SIROHI, an Indian state in the Rajputana agency. Area 1,958 sq.m. The country is much broken up by hills and rocky ranges; the Aravalli range traverses it from north-east to south-west. The south and south-east part of the territory is mountainous and rugged, containing the lofty Mount Abu. The only river of any importance is the Western Banas. A large portion of the state is covered with dense jungle, in which wild animals, including the tiger, bear and leopard, abound. Many splendid ruins bear witness to the former prosperity and civilization of the country. On Abu the average annual rainfall is about 64 in., whereas in Erin pura, less than 5o m. to the north, the average fall is only between 12 and 13 in. Pop. .(1931) 216,528.
In 1823 a treaty was concluded with the British government. For services rendered in 1857 the chief received a remission of half his tribute. The chief, whose title is maharao, is a Deora Rajput of the Chauhan clan, and enjoys a salute of 15 guns.
The town of SIROHI is 28 m. N. of Abu-road station. Pop. (1930 7,463. It has manufactures of sword-blades and other weapons.
SIS or Kozan (anc. Sision or Siskia, later Flaviopolis or Flavias), a kaza in the Adana vilayet of Asiatic Turkey, situated on the left bank of the Kirkgen Su, a tributary of the Jihun (Pyramus) and at the south end of a group of passes leading from the Anti-Taurus valleys to the Cilician plain and Adana. It was besieged by the Arabs in 704 but relieved by the Byzantines. The Caliph, Motawakkil took it and refortified it; but it soon returned to Byzantine hands. It was rebuilt in 1186 by Leo II., king of Lesser Armenia, who made it his capital. In 1374 it was taken and demolished by the sultan of Egypt, and it has never recovered its prosperity. It is now only a big village of some
3,00o inhabitants. It has had, however, a great place in Armenian ecclesiastical history from the times of St. Gregory the Illumi nator to our own. Gregory himself was there consecrated the first Catholicus in A.D. 267, but transferred his see to Vagarshabad (Echmiadzin, Etchmiadzin), whence, after the fall of the Arsacids, it passed to Tovin. After the constitution of the kingdom of Lesser Armenia, the catholicate returned to Sis (1294), the capital, and remained there 15o years. In 1441, Sis having fallen from its high estate, the Armenian clergy proposed to remove the see, and on the refusal of the actual Catholicus, Gregory IX., installed a rival at Echmiadzin, who, as soon as Selim I. had conquered Greater Armenia, became the more widely accepted of the two by the Armenian church in the Ottoman empire. The Catholicus of Sis maintained himself nevertheless, and was supported in his pretensions by the Porte up to the middle of the 19th century, when the patriarch Nerses, declaring finally for Echmiadzin, carried the government with him. In 1885 Sis tried to declare Echmiadzin schismatic, and in 1895 its clergy took it on them selves to elect a Catholicus without reference to the patriarch; but the Porte annulled the election, and only allowed it six years later, on Sis renouncing its pretensions to independence. The lofty castle and the monastery and church built by Leo II., and containing the coronation chair of the kings of Lesser Armenia, are interesting. (D. G. H.)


WORK INSTRUCTIONS:
Everything in the data gets repeated exactly, except for the pictures.

SUPPLIED MATERIAL:
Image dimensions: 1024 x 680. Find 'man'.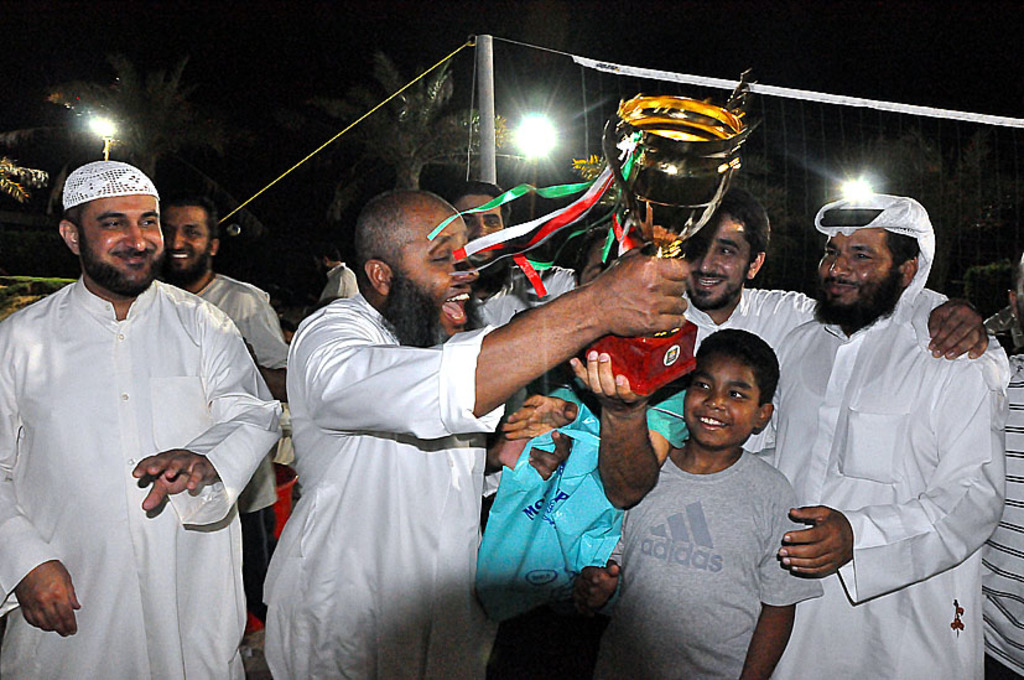
rect(732, 193, 1012, 679).
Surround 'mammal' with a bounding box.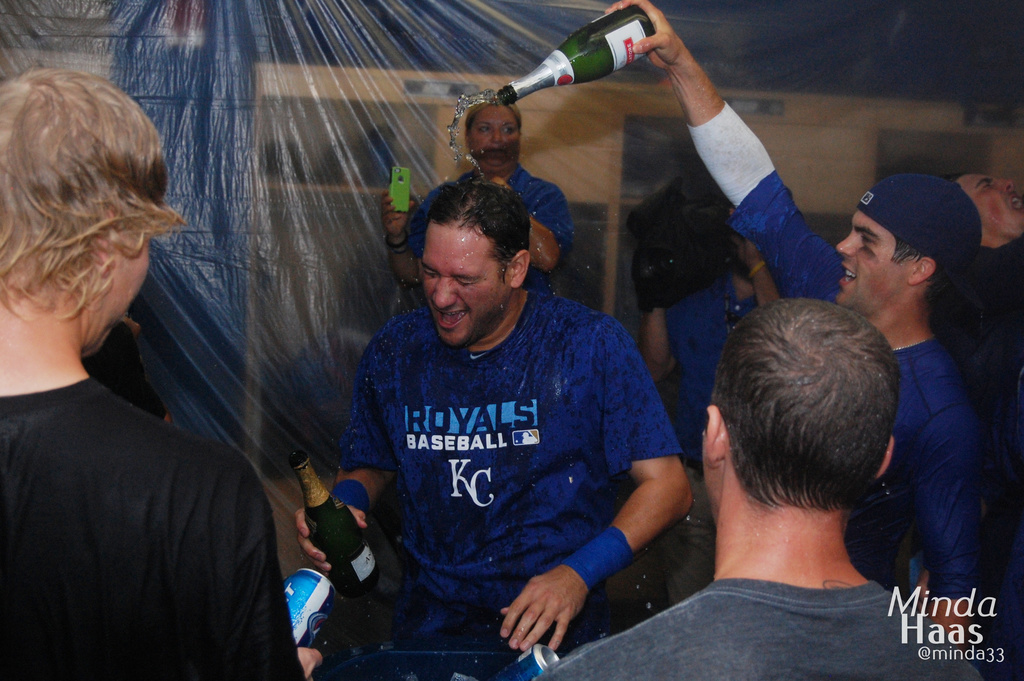
[285, 186, 705, 657].
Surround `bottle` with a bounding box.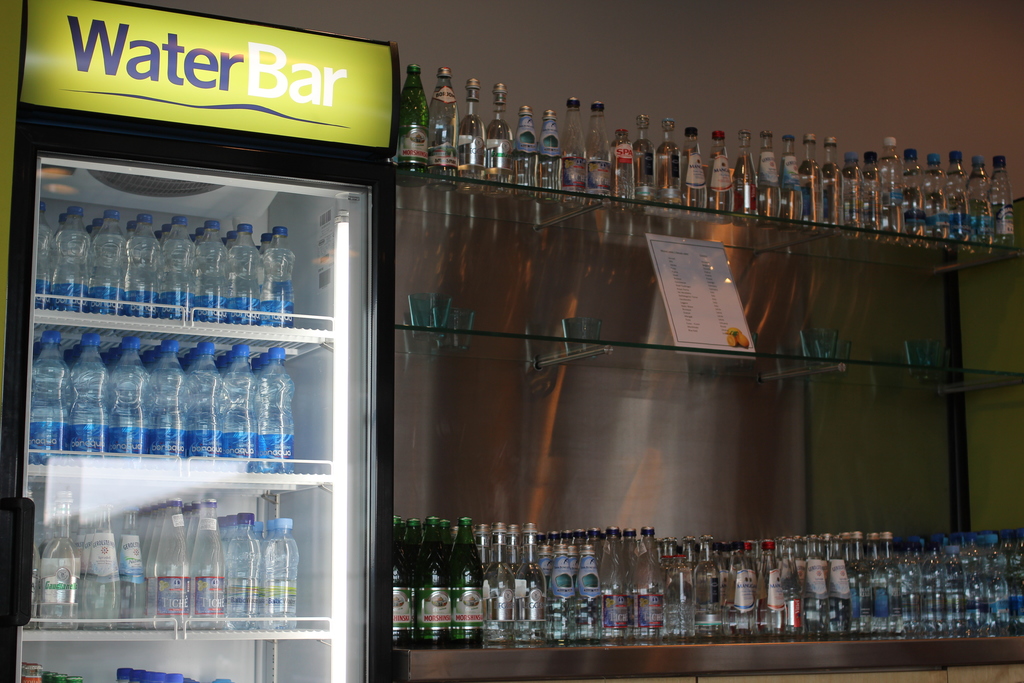
left=865, top=149, right=877, bottom=236.
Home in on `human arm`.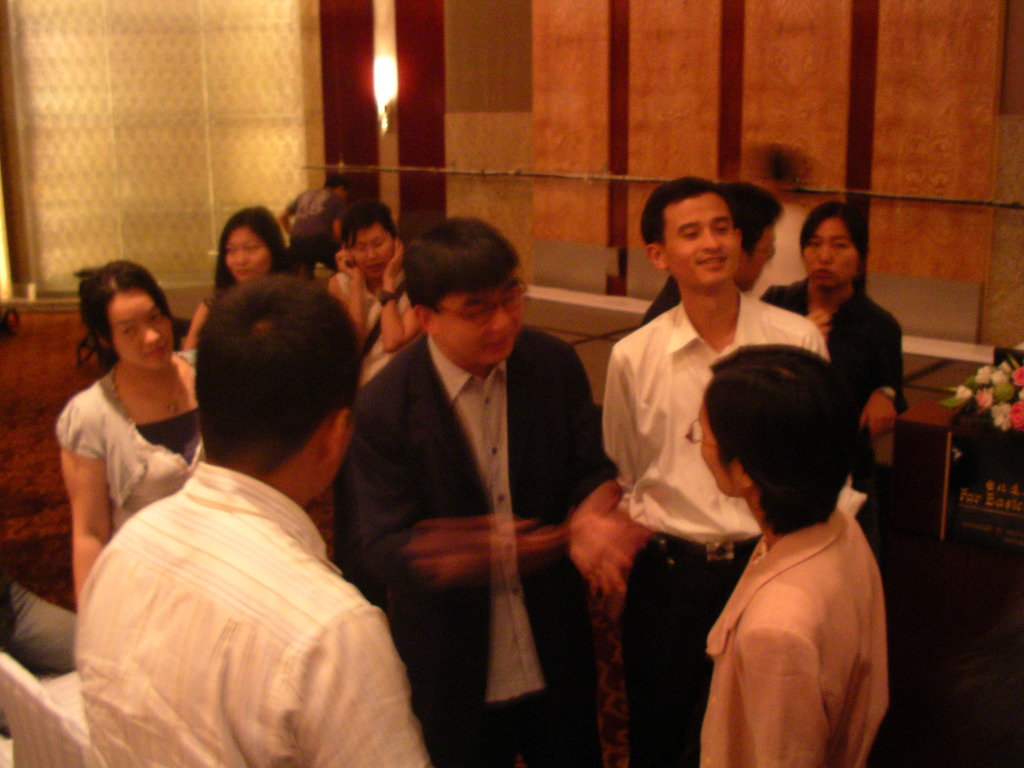
Homed in at {"x1": 47, "y1": 420, "x2": 106, "y2": 584}.
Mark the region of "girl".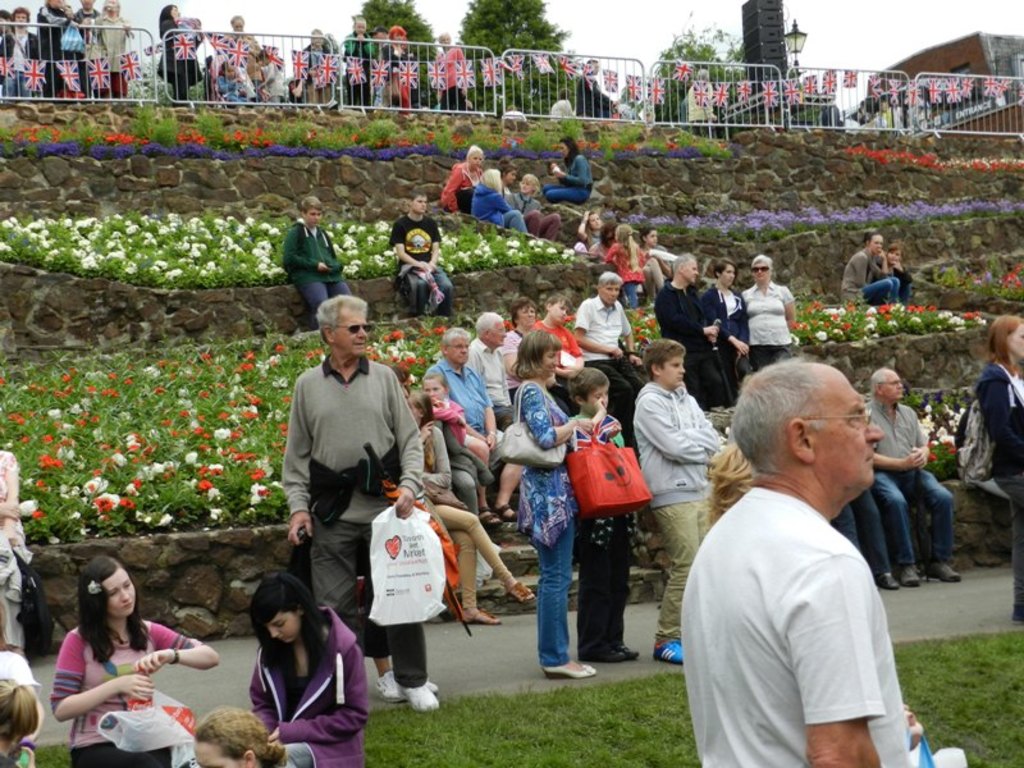
Region: (x1=837, y1=228, x2=918, y2=310).
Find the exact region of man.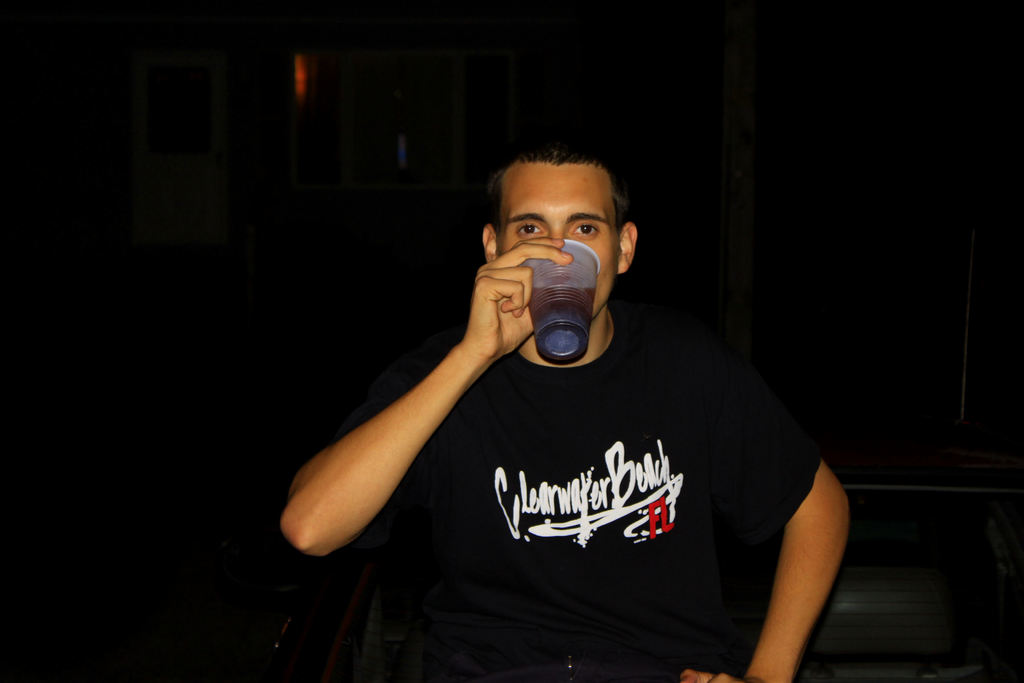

EXERCISE ANSWER:
Image dimensions: 1024 x 680. Find 'man'.
rect(732, 193, 1012, 679).
Surround 'mammal' with a bounding box.
[285, 186, 705, 657].
Surround `bottle` with a bounding box.
left=865, top=149, right=877, bottom=236.
Home in on `human arm`.
Homed in at {"x1": 47, "y1": 420, "x2": 106, "y2": 584}.
Mark the region of "girl".
Region: (x1=837, y1=228, x2=918, y2=310).
Find the exact region of man.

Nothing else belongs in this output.